In rankings of American college campus dining services, Dartmouth often ranks in the top tier. However, although Dartmouth Dining Services does offer quality products and a wide range meal options for students, there are several areas that need significant improvements. While students have brought up many of these problems over the past few years, they have gone unaddressed by the College.

First, by requiring students living on campus to purchase a meal plan, DDS operates a monopoly on student dining. In the past, DDS has argued that this is benefits students, as not requiring a meal plan resulted in a “class system being developed.” However, this statement did not consider the fact that students may not choose to spend their money on a meal plan because of issues with financial aid and the fact that they are already required to find ways to cover the other $63,624 needed to attend Dartmouth.

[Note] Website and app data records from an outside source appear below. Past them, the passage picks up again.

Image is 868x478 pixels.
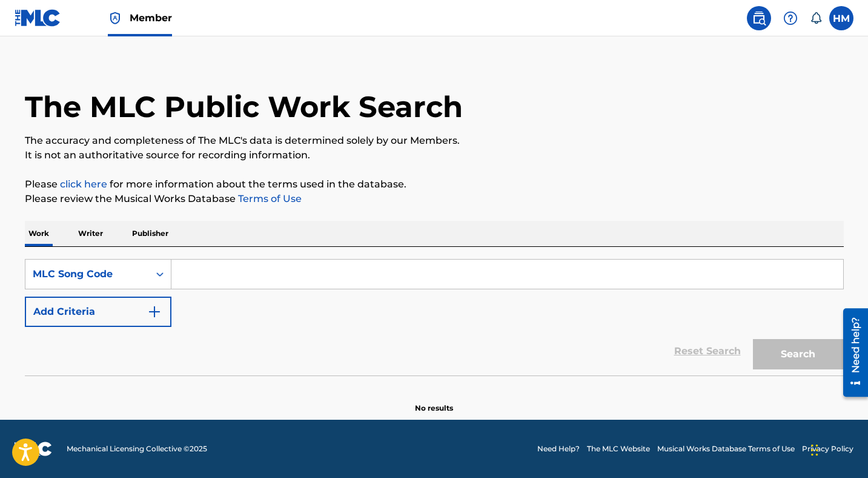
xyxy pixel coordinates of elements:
[128,220,172,246] p: Publisher
[658,443,795,454] a: Musical Works Database Terms of Use
[807,419,868,478] iframe: Chat Widget
[24,88,463,125] h1: The MLC Public Work Search
[415,388,453,413] p: No results
[24,297,171,327] button: Add Criteria
[15,442,52,455] img: logo
[24,177,844,192] p: Please for more information about the terms used in the database.
[747,6,771,30] a: Public Search
[108,11,122,25] img: Top Rightsholder
[24,133,844,148] p: The accuracy and completeness of The MLC's data is determined solely by our Members.
[24,192,844,206] p: Please review the Musical Works Database
[834,304,868,402] iframe: Resource Center
[811,432,818,468] div: Drag
[752,11,766,25] img: search
[236,193,301,205] a: Terms of Use
[67,443,207,454] span: Mechanical Licensing Collective © 2025
[778,6,802,30] div: Help
[587,443,650,454] a: The MLC Website
[129,11,172,24] span: Member
[15,9,62,26] img: MLC Logo
[829,6,853,30] div: User Menu
[801,443,853,454] a: Privacy Policy
[60,178,108,190] a: click here
[32,266,142,281] div: MLC Song Code
[783,11,798,25] img: help
[24,259,844,375] form: Search Form
[74,220,107,246] p: Writer
[537,443,579,454] a: Need Help?
[147,305,161,319] img: 9d2ae6d4665cec9f34b9.svg
[810,12,822,24] div: Notifications
[24,148,844,163] p: It is not an authoritative source for recording information.
[24,220,53,246] p: Work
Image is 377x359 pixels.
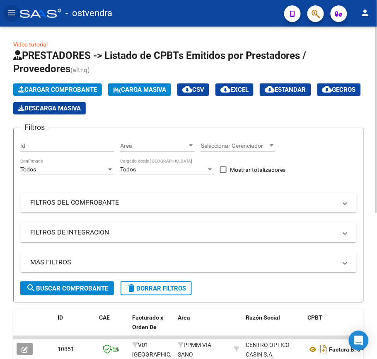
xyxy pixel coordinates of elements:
[132,314,163,330] span: Facturado x Orden De
[260,83,311,96] button: Estandar
[18,86,97,93] span: Cargar Comprobante
[96,309,129,345] datatable-header-cell: CAE
[265,86,306,93] span: Estandar
[182,84,192,94] mat-icon: cloud_download
[70,66,90,74] span: (alt+q)
[13,41,48,48] a: Video tutorial
[126,283,136,293] mat-icon: delete
[308,314,323,321] span: CPBT
[20,252,357,272] mat-expansion-panel-header: MAS FILTROS
[246,314,280,321] span: Razón Social
[349,330,369,350] div: Open Intercom Messenger
[113,86,166,93] span: Carga Masiva
[58,346,74,352] span: 10851
[20,166,36,172] span: Todos
[361,8,371,18] mat-icon: person
[216,83,254,96] button: EXCEL
[13,83,102,96] button: Cargar Comprobante
[221,84,230,94] mat-icon: cloud_download
[178,314,190,321] span: Area
[201,142,268,149] span: Seleccionar Gerenciador
[20,121,49,133] h3: Filtros
[178,342,211,358] span: PPMM VIA SANO
[230,165,286,175] span: Mostrar totalizadores
[13,102,86,114] button: Descarga Masiva
[120,142,187,149] span: Area
[30,198,337,207] mat-panel-title: FILTROS DEL COMPROBANTE
[126,284,186,292] span: Borrar Filtros
[54,309,96,345] datatable-header-cell: ID
[7,8,17,18] mat-icon: menu
[318,83,361,96] button: Gecros
[20,281,114,295] button: Buscar Comprobante
[26,284,108,292] span: Buscar Comprobante
[13,102,86,114] app-download-masive: Descarga masiva de comprobantes (adjuntos)
[319,342,330,356] i: Descargar documento
[58,314,63,321] span: ID
[322,84,332,94] mat-icon: cloud_download
[26,283,36,293] mat-icon: search
[129,309,175,345] datatable-header-cell: Facturado x Orden De
[99,314,110,321] span: CAE
[322,86,356,93] span: Gecros
[30,228,337,237] mat-panel-title: FILTROS DE INTEGRACION
[20,222,357,242] mat-expansion-panel-header: FILTROS DE INTEGRACION
[246,340,301,358] div: 30645398560
[177,83,209,96] button: CSV
[108,83,171,96] button: Carga Masiva
[13,50,307,75] span: PRESTADORES -> Listado de CPBTs Emitidos por Prestadores / Proveedores
[265,84,275,94] mat-icon: cloud_download
[182,86,204,93] span: CSV
[65,4,112,22] span: - ostvendra
[18,104,81,112] span: Descarga Masiva
[221,86,249,93] span: EXCEL
[175,309,230,345] datatable-header-cell: Area
[30,257,337,267] mat-panel-title: MAS FILTROS
[242,309,305,345] datatable-header-cell: Razón Social
[20,192,357,212] mat-expansion-panel-header: FILTROS DEL COMPROBANTE
[121,281,192,295] button: Borrar Filtros
[120,166,136,172] span: Todos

In addition, as many students frequently notice, food sold at multiple DDS locations is marked up by as much as two or three times the price at which it is sold in town. Since DDS buys their goods wholesale, and since Dartmouth is not located in an area in which food prices are overwhelmingly high, there is no apparent reason for the markup. Given that DDS has inadvertently boasted in the past that it has made around and a $1 million in net revenue each year “despite the economic recession” from 2009 to 2011, theoretically it should be possible to cut prices for students attending a non-profit institution.

Students should also be given more of the money back. Currently, $100 of DBA “rolls over” at the end of each term. But if students have enough DBA to take advantage of that system, it doesn’t really make a difference in the long run since they will probably be stuck in the same situation the following term if they follow the same eating habits. Dartmouth students should not be penalized if they do not eat as much as the meal plan expects.

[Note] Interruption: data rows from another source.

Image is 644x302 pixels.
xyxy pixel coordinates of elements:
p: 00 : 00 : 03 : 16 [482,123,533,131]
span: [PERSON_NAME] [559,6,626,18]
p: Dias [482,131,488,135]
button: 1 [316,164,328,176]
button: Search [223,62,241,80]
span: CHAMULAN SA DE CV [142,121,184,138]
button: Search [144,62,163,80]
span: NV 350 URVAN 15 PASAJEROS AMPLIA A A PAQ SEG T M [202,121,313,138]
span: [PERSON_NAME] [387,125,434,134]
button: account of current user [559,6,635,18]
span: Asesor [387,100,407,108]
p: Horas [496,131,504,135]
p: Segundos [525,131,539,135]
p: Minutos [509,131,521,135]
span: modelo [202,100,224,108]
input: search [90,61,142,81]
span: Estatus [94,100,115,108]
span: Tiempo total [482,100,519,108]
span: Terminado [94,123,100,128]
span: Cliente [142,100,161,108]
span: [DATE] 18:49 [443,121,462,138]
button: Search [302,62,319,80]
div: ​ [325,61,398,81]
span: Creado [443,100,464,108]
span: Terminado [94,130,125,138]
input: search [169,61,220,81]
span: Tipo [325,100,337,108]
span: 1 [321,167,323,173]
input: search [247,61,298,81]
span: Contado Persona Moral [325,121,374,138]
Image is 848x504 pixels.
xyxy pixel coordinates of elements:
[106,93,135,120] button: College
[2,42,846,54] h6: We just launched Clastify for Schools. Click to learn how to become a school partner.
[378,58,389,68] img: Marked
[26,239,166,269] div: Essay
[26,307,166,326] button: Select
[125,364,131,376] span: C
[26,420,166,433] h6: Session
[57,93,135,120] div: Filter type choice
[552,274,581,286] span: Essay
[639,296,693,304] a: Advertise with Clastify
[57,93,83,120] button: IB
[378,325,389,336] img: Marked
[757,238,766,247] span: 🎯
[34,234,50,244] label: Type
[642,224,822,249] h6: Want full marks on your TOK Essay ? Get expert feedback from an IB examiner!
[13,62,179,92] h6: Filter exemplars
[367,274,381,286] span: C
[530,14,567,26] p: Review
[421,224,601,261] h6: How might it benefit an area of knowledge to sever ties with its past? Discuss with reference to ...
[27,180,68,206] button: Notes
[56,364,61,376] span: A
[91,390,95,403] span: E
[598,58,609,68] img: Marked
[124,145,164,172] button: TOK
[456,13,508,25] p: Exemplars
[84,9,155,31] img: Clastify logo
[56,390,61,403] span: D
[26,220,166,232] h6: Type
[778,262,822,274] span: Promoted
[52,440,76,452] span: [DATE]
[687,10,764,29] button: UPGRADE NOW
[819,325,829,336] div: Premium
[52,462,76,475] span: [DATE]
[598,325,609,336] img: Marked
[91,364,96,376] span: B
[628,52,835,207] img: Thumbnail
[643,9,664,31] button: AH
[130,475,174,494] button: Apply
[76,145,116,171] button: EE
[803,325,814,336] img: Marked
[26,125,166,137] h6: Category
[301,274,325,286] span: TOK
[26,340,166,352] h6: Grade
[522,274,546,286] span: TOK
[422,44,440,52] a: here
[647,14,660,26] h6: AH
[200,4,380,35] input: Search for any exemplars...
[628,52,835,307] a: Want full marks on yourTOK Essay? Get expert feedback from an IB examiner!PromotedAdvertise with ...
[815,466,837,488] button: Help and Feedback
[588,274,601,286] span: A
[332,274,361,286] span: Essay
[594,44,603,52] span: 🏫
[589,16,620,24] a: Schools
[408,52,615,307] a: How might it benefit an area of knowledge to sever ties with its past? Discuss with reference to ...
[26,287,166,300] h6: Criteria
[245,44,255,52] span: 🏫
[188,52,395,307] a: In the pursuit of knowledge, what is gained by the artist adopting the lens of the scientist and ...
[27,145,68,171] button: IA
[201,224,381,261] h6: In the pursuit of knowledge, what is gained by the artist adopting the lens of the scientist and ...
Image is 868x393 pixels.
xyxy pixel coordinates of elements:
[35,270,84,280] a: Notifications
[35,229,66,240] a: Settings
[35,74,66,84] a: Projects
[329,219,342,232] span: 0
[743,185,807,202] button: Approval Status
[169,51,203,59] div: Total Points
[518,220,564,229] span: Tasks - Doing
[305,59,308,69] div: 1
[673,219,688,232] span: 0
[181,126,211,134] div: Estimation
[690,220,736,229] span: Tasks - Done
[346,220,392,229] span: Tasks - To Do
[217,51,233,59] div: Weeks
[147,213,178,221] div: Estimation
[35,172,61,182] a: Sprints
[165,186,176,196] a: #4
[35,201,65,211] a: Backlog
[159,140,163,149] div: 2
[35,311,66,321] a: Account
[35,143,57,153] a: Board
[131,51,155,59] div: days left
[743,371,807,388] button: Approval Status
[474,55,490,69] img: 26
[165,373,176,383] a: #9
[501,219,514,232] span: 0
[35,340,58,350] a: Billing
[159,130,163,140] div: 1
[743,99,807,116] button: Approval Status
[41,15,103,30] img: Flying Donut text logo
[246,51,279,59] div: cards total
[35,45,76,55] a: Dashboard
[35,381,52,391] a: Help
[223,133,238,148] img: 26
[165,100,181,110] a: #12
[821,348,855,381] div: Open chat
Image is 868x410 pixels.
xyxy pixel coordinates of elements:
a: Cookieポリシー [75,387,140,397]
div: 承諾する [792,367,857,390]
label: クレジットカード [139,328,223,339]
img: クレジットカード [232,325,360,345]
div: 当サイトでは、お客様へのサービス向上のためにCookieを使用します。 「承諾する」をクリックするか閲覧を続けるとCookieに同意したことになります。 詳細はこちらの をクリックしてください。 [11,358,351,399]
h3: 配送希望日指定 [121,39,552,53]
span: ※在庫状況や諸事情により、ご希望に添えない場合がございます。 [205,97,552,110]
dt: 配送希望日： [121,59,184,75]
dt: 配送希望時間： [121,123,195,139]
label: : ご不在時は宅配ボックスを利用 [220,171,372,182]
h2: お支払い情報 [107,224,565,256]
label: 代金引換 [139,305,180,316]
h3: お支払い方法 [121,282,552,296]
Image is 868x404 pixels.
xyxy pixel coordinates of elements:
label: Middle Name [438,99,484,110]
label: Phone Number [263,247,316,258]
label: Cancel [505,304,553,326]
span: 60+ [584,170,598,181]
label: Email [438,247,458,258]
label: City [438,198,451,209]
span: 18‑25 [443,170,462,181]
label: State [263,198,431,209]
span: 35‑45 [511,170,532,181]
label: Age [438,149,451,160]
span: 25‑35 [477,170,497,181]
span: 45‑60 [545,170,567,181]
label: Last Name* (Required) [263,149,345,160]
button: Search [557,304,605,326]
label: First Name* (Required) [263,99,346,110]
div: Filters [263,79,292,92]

Even given the high prices students pay, however, it is hard for students to receive sufficient accommodation in dining when necessary. For example, while many colleges offer kosher dining options on campus, DDS does not offer an option that is certified by Orthodox or Conservative Judaism. While Jewish students publicly pushed for increased standards last year so that they could eat the food in the dining hall, no official changes have yet been made and the task has been delegated to a working group. At the end of the day, since the school requires students to purchase a dining plan, they must offer meals every student can eat.

Regardless of dietary concerns, another frustrating aspect of DDS is the limited weekend and summer service. On weekends, Collis Cafe and several food stations in the Class of 1953 Commons shut down. While standard 9-to-5 office jobs might have weekends off, it’s not the standard in the food industry: if students weren’t forced to pay for a meal plan, DDS would have to compete with restaurants in town on weekends.

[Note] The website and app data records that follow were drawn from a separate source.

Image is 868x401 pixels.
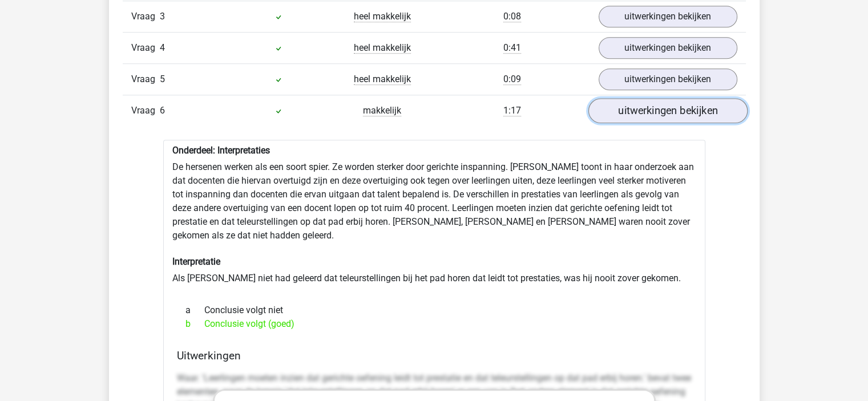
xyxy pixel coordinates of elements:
span: makkelijk [363,105,401,117]
h4: Uitwerkingen [177,349,691,362]
span: heel makkelijk [354,11,411,23]
span: 5 [160,74,165,84]
span: 0:41 [503,42,521,54]
span: b [185,317,204,330]
span: 4 [160,42,165,53]
span: Vraag [131,104,160,118]
span: heel makkelijk [354,74,411,85]
a: uitwerkingen bekijken [598,6,737,27]
span: Vraag [131,41,160,55]
span: Vraag [131,73,160,86]
div: Conclusie volgt (goed) [177,317,691,330]
span: a [185,303,204,317]
a: uitwerkingen bekijken [598,69,737,90]
span: 6 [160,105,165,116]
h6: Interpretatie [173,256,696,267]
span: heel makkelijk [354,42,411,54]
div: Conclusie volgt niet [177,303,691,317]
span: 3 [160,11,165,22]
span: 0:09 [503,74,521,85]
span: 0:08 [503,11,521,23]
a: uitwerkingen bekijken [587,98,746,124]
h6: Onderdeel: Interpretaties [173,145,696,156]
span: Vraag [131,10,160,24]
span: 1:17 [503,105,521,117]
a: uitwerkingen bekijken [598,37,737,59]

Likewise, students should not be forced to pay the same price for less service during the summer. As The Dartmouth Editorial Board discussed in the May 5 verbum ultimatum “Real Term, Real Education,” the school needs to start treating sophomore summer as a real term. If the College requires students to be on campus, they cannot penalize them for it by charging the same amount as a regular term for less of everything. Obviously, there are clear financial concerns given that there are fewer students on campus. But if that is such a financial burden on the school and the services it provides, then Dartmouth needs to look at ways to adjust the summer term instead of forcing students to pay for it.

Ultimately, many of these issues have gone unaddressed or unsolved because there is no accountability. As DDS holds a monopoly over students living on campus, there is no way for students to forcibly enact change. Students cannot vote with their wallets: whether or not they want to spend their money at DDS locations, money left over will go to DDS anyways. Currently, the school provides no poll or serious end-of-year survey to gather student thoughts on DDS. If students are to be forced to pay for it, they should be able to have a much bigger voice in it.

It is not clear why any of the above areas so often cited by Dartmouth students as factors that should be changed have not elicited public scrutiny from the College. But ultimately, there is no reason why an institution that prides itself on being a non-profit for higher learning should allow a service to forcibly make a profit from its students.